Most avoidable re-questions do not come from exotic technical problems. They come from ordinary missing details: radiator sizes not recorded, cylinder space not shown properly, electrics photographed too loosely, or the outdoor-unit discussion left at “probably fine”.
What a usable ASHP survey pack should cover
| Area | What should be clear |
|---|---|
| Rooms and emitters | Room dimensions, emitter type, size, and anything unusual that affects sizing or replacement. |
| Existing heating | Boiler, controls, pipework clues, and anything that affects the transition path. |
| Hot water | Current cylinder arrangement, likely replacement position, and usable space around it. |
| Electrics | Consumer unit, supply details, spare ways, meter position, and obvious upgrade constraints. |
| Outdoor-unit context | Possible locations, boundaries, routes, maintenance access, and neighbour context. |
Details that are often missed
- Radiators photographed without a record of size or type.
- Consumer unit photos that do not actually show the detail the office needs.
- Cylinder and plant space captured too tightly to judge whether the replacement arrangement is workable.
- External routes described in words only, without photos that help the next person follow the logic.
Why this matters before design, not after
Once the quote is sent, missing information becomes more expensive. The design has to pause, the office has to chase, and the customer hears a more hesitant answer than they should. The simplest way to avoid that is still to gather the right information once, on site, in a pack the next person can actually use.
If you want to compare this checklist against a live layout, you can view the sample survey pack.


▶ AIM OF THE TASK: Repeat the records. Keep every word and mark exactly as it is.

App and web page records
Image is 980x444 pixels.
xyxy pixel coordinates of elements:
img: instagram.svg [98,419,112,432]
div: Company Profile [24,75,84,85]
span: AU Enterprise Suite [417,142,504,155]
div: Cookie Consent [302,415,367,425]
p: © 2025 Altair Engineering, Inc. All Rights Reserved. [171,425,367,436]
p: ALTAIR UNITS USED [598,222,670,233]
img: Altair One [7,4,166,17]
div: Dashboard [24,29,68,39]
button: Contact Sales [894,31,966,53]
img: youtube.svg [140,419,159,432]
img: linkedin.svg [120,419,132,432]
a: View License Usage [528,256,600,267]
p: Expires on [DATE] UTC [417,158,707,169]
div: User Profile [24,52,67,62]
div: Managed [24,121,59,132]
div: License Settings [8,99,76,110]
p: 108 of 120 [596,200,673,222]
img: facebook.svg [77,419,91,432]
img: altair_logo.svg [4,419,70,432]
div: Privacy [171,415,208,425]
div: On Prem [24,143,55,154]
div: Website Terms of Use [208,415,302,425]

▶ RESPONSE TO THIS EXERCISE:
Image is 980x444 pixels.
xyxy pixel coordinates of elements:
img: instagram.svg [98,419,112,432]
div: Company Profile [24,75,84,85]
span: AU Enterprise Suite [417,142,504,155]
div: Cookie Consent [302,415,367,425]
p: © 2025 Altair Engineering, Inc. All Rights Reserved. [171,425,367,436]
p: ALTAIR UNITS USED [598,222,670,233]
img: Altair One [7,4,166,17]
div: Dashboard [24,29,68,39]
button: Contact Sales [894,31,966,53]
img: youtube.svg [140,419,159,432]
img: linkedin.svg [120,419,132,432]
a: View License Usage [528,256,600,267]
p: Expires on [DATE] UTC [417,158,707,169]
div: User Profile [24,52,67,62]
div: Managed [24,121,59,132]
div: License Settings [8,99,76,110]
p: 108 of 120 [596,200,673,222]
img: facebook.svg [77,419,91,432]
img: altair_logo.svg [4,419,70,432]
div: Privacy [171,415,208,425]
div: On Prem [24,143,55,154]
div: Website Terms of Use [208,415,302,425]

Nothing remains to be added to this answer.